Stella Rush (born April 30, 1925), also known by her pen name Sten Russell, is a retired American journalist and LGBT rights activist. She was a regular reporter for the gay rights magazine ONE (1954–1961) and the lesbian rights magazine The Ladder (1957–1968).
Rush was born on April 30, 1925, in Los Angeles. Her father died when she was two years old, and she spent her childhood moving repeatedly between Los Angeles and Kentucky with her mother. After graduating from Dorsey High School in 1943, she worked as an aircraft draftsman for North American Aviation until 1945. She attended the University of California, Berkeley for two years and transferred to the University of California, Los Angeles for her third year; she left without graduating and took up a job at the Firestone Tire and Rubber Company.
Rush's career as a gay rights activist began as a writer for ONE magazine. She wrote her first article, a first-person account of the Los Angeles gay scene, in 1954 under the pseudonym "Sten Russell". She was a regular reporter for ONE until 1961. She became involved with the Daughters of Bilitis (DOB), a lesbian rights organization, in 1957, and was a co-founder and treasurer of the organization's Los Angeles chapter. She served as the Los Angeles reporter for its official publication, The Ladder. She mainly reported on conferences, seminars, and new research into homosexuality, and also published poems in the magazine. She ceased working with the DOB in 1968, following the organization's merger with the National Organization for Women, because she disagreed with the rhetoric of the feminist movement and felt that the campaign for women's rights victimized men.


Your answer must be the listing repeated word for word, without its pictures.
== DATASET
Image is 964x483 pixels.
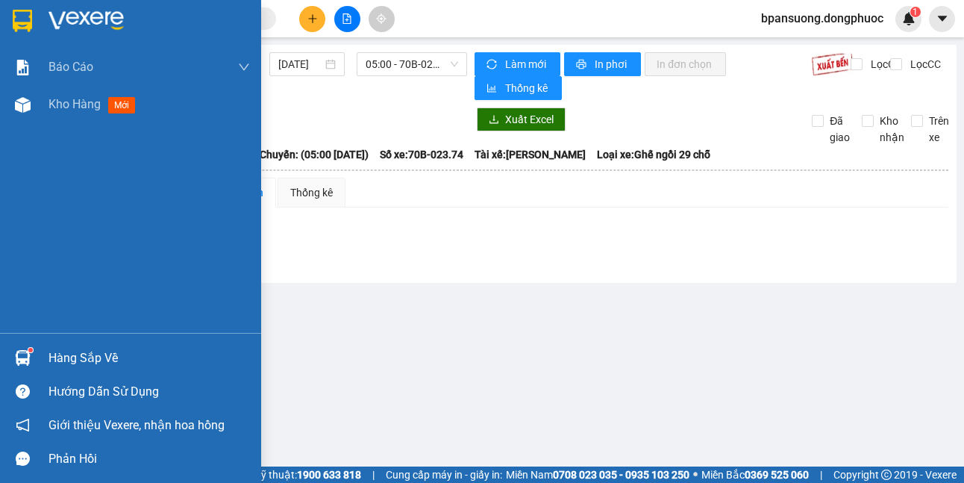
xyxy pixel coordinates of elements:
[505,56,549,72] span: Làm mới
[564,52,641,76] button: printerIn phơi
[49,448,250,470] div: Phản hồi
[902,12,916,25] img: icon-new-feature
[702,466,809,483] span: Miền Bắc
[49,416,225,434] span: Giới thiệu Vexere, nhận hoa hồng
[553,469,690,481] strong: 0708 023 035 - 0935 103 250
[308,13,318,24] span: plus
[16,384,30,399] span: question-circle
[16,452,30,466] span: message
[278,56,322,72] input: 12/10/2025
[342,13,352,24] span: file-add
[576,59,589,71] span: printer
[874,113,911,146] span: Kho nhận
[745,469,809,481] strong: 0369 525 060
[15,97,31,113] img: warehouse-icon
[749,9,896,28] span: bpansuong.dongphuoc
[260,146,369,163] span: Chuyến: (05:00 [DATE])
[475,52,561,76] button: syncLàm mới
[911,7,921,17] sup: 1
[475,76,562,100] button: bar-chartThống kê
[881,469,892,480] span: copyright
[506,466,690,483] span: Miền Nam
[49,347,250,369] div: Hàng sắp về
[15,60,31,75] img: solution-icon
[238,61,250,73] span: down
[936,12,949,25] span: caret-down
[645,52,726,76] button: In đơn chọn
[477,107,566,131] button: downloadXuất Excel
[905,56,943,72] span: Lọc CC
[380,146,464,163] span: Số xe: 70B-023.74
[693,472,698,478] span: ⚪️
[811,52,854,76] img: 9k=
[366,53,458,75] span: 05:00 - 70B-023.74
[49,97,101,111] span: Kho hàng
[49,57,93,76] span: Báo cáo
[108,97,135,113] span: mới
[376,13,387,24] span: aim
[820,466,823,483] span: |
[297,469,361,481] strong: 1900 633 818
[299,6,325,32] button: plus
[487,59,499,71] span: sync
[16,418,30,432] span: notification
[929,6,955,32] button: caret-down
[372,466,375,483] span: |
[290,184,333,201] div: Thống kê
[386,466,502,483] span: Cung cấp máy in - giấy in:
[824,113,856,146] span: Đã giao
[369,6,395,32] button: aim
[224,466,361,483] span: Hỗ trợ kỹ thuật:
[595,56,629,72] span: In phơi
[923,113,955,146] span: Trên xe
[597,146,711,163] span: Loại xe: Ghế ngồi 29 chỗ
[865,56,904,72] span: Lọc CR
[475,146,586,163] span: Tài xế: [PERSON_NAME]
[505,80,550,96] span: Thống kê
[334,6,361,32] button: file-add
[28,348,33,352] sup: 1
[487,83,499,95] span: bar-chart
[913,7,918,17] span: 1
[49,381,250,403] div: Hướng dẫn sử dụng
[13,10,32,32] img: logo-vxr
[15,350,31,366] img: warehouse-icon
====
:: REPLY ::
Image is 964x483 pixels.
xyxy pixel coordinates of elements:
[505,56,549,72] span: Làm mới
[564,52,641,76] button: printerIn phơi
[49,448,250,470] div: Phản hồi
[902,12,916,25] img: icon-new-feature
[702,466,809,483] span: Miền Bắc
[49,416,225,434] span: Giới thiệu Vexere, nhận hoa hồng
[553,469,690,481] strong: 0708 023 035 - 0935 103 250
[308,13,318,24] span: plus
[16,384,30,399] span: question-circle
[16,452,30,466] span: message
[278,56,322,72] input: 12/10/2025
[342,13,352,24] span: file-add
[576,59,589,71] span: printer
[874,113,911,146] span: Kho nhận
[745,469,809,481] strong: 0369 525 060
[15,97,31,113] img: warehouse-icon
[749,9,896,28] span: bpansuong.dongphuoc
[260,146,369,163] span: Chuyến: (05:00 [DATE])
[475,52,561,76] button: syncLàm mới
[911,7,921,17] sup: 1
[475,76,562,100] button: bar-chartThống kê
[881,469,892,480] span: copyright
[506,466,690,483] span: Miền Nam
[49,347,250,369] div: Hàng sắp về
[15,60,31,75] img: solution-icon
[238,61,250,73] span: down
[936,12,949,25] span: caret-down
[645,52,726,76] button: In đơn chọn
[477,107,566,131] button: downloadXuất Excel
[905,56,943,72] span: Lọc CC
[380,146,464,163] span: Số xe: 70B-023.74
[693,472,698,478] span: ⚪️
[811,52,854,76] img: 9k=
[366,53,458,75] span: 05:00 - 70B-023.74
[49,97,101,111] span: Kho hàng
[49,57,93,76] span: Báo cáo
[108,97,135,113] span: mới
[376,13,387,24] span: aim
[820,466,823,483] span: |
[297,469,361,481] strong: 1900 633 818
[299,6,325,32] button: plus
[487,59,499,71] span: sync
[16,418,30,432] span: notification
[929,6,955,32] button: caret-down
[372,466,375,483] span: |
[290,184,333,201] div: Thống kê
[386,466,502,483] span: Cung cấp máy in - giấy in:
[824,113,856,146] span: Đã giao
[369,6,395,32] button: aim
[224,466,361,483] span: Hỗ trợ kỹ thuật:
[595,56,629,72] span: In phơi
[923,113,955,146] span: Trên xe
[597,146,711,163] span: Loại xe: Ghế ngồi 29 chỗ
[865,56,904,72] span: Lọc CR
[475,146,586,163] span: Tài xế: [PERSON_NAME]
[505,80,550,96] span: Thống kê
[334,6,361,32] button: file-add
[28,348,33,352] sup: 1
[487,83,499,95] span: bar-chart
[913,7,918,17] span: 1
[49,381,250,403] div: Hướng dẫn sử dụng
[13,10,32,32] img: logo-vxr
[15,350,31,366] img: warehouse-icon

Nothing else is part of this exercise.